MOBA · Riot Games

League of Legends Packet Loss Test

Packet loss is the top cause of League of Legends lag spikes, missed hit-registration and rubber-banding. League of Legends stays smooth under 0.3% loss; 1% is borderline and above 3% it's effectively unplayable. Test your real UDP loss and bufferbloat below, then work through the fixes.

Good ping, jitter & packet loss for League of Legends

MetricOptimalGoodPlayable maxNo-go
Ping25 ms45 ms70 ms> 100 ms
Jitter3 ms8 ms15 ms> 30 ms
Packet loss0%0.3%1%> 3%

Low bandwidth; ping+jitter dominate. Jitter punishes click-to-move precision.

How to fix League of Legends packet loss

  1. 1. Use a wired Ethernet connection

    Wi-Fi is the most common source of packet loss and jitter. A cable to the router removes interference and is the single biggest fix for most League of Legends players.

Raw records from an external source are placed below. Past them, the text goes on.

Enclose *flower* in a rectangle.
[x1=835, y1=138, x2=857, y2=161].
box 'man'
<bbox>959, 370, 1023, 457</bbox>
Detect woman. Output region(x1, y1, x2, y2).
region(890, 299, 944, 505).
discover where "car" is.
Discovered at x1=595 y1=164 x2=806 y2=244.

  2. 2. Enable SQM / QoS on your router

    Smart Queue Management (fq_codel / CAKE) crushes bufferbloat — the lag that appears when the line is busy. Many routers expose this as "QoS" or "anti-bufferbloat".

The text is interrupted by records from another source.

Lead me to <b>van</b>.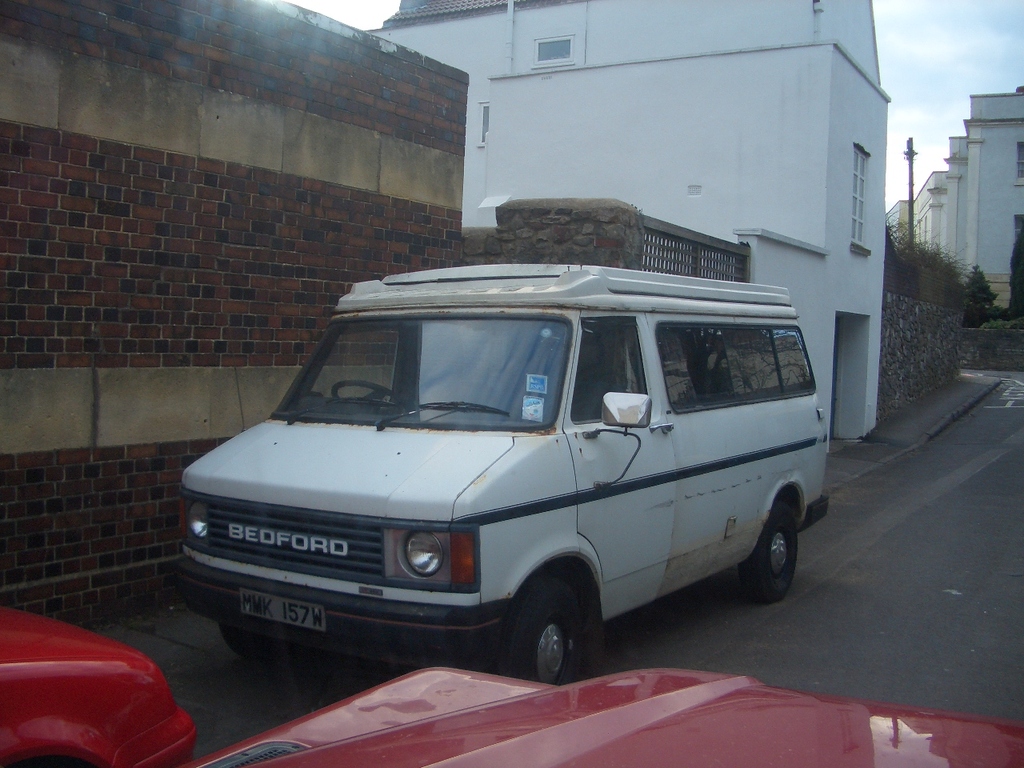
Lead to [left=169, top=261, right=833, bottom=685].
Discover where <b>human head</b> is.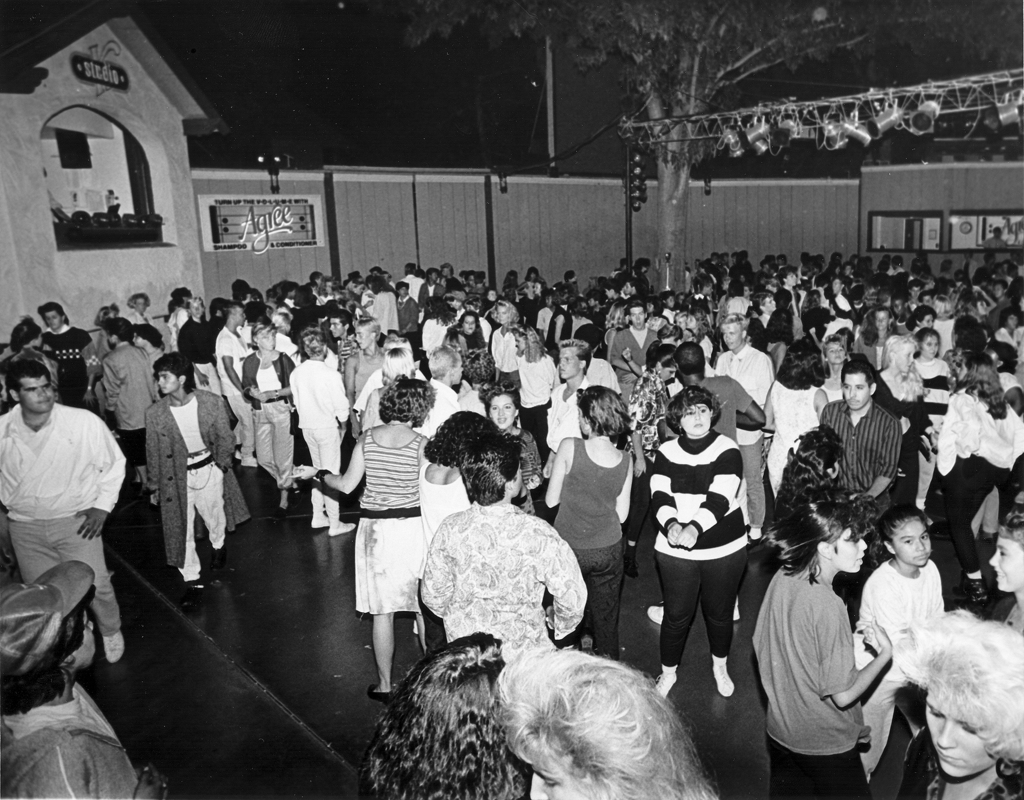
Discovered at (513, 328, 541, 354).
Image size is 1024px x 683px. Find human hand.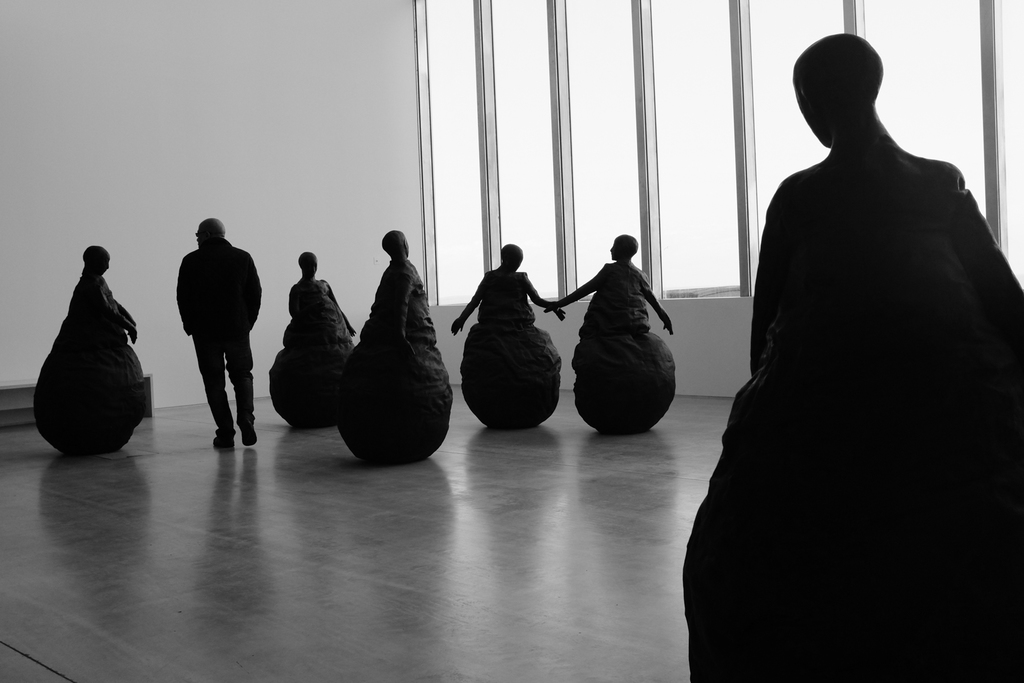
bbox(557, 310, 566, 323).
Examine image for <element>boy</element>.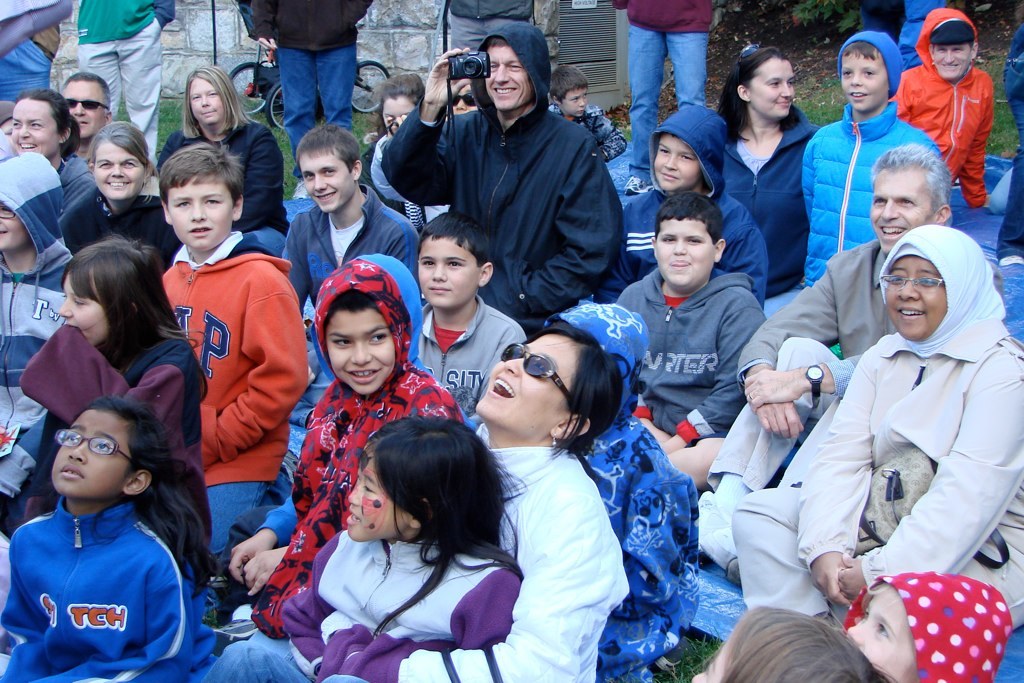
Examination result: (618, 193, 769, 500).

  3. 3. Pick the nearest server region

    Switch League of Legends to the closest region. A nearer datacenter means lower ping and fewer drops; see the region list on the League of Legends ping test.

  4. 4. Restart the gateway and rule out the line

    Power-cycle the modem/router. If loss persists on Ethernet across servers, the problem is upstream — contact your ISP with the measured loss figures.

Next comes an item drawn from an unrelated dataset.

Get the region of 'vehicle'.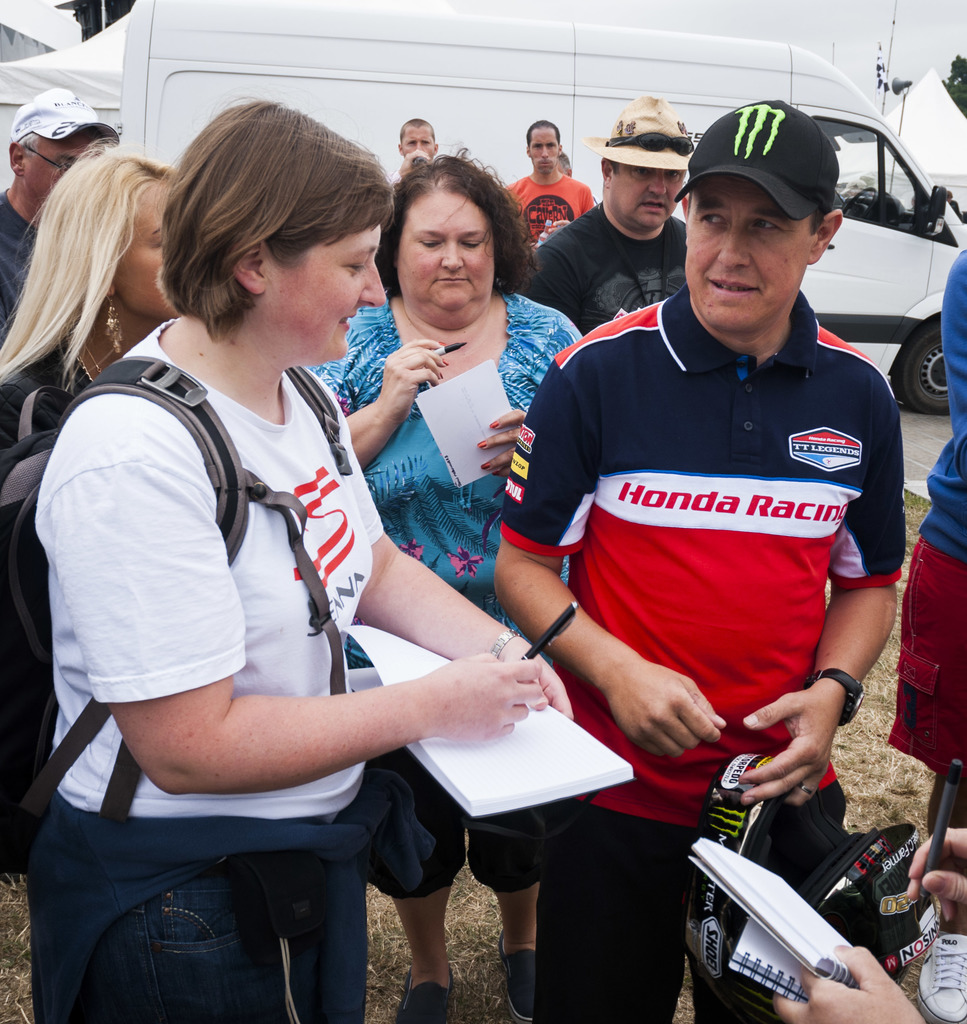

League of Legends regions FRAGRATE checks

  • NA Central · Ohio / Chicago
  • NA East · Virginia
  • NA West · Oregon
  • EU West · London
  • EU Central · Frankfurt
  • Korea · Seoul
  • Asia SE · Singapore
  • Oceania · Sydney
  • LATAM North · Mexico City
  • SA East · São Paulo

How FRAGRATE measures this

FRAGRATE measures ping and jitter as a TCP-handshake to a public endpoint in each game region, packet loss via UDP/WebRTC, and bufferbloat as the latency added while your line is saturated. Run it locally for true per-region game-server ping, or use the hosted browser test for ping, loss and bufferbloat.

FAQ

How much packet loss can League of Legends tolerate?
Keep packet loss under 0.3%. Between 0.3% and 1% is borderline; above 3% League of Legends is effectively unplayable.
Why does League of Legends lag when someone else is streaming?
That's bufferbloat — latency that piles up when your connection is saturated. A fast line can still spike to hundreds of ms under load, so League of Legends stutters mid-fight. FRAGRATE measures latency-under-load to catch it.
Does jitter matter for League of Legends?
Yes — keep jitter under 8 ms for League of Legends (MOBA). Above 30 ms you get inconsistent hit registration and rubber-banding even when average ping looks fine.
What is a good ping for League of Legends?
Aim for under 45 ms; under 25 ms is optimal for League of Legends. Up to 70 ms is the playable ceiling, and above about 100 ms League of Legends feels laggy.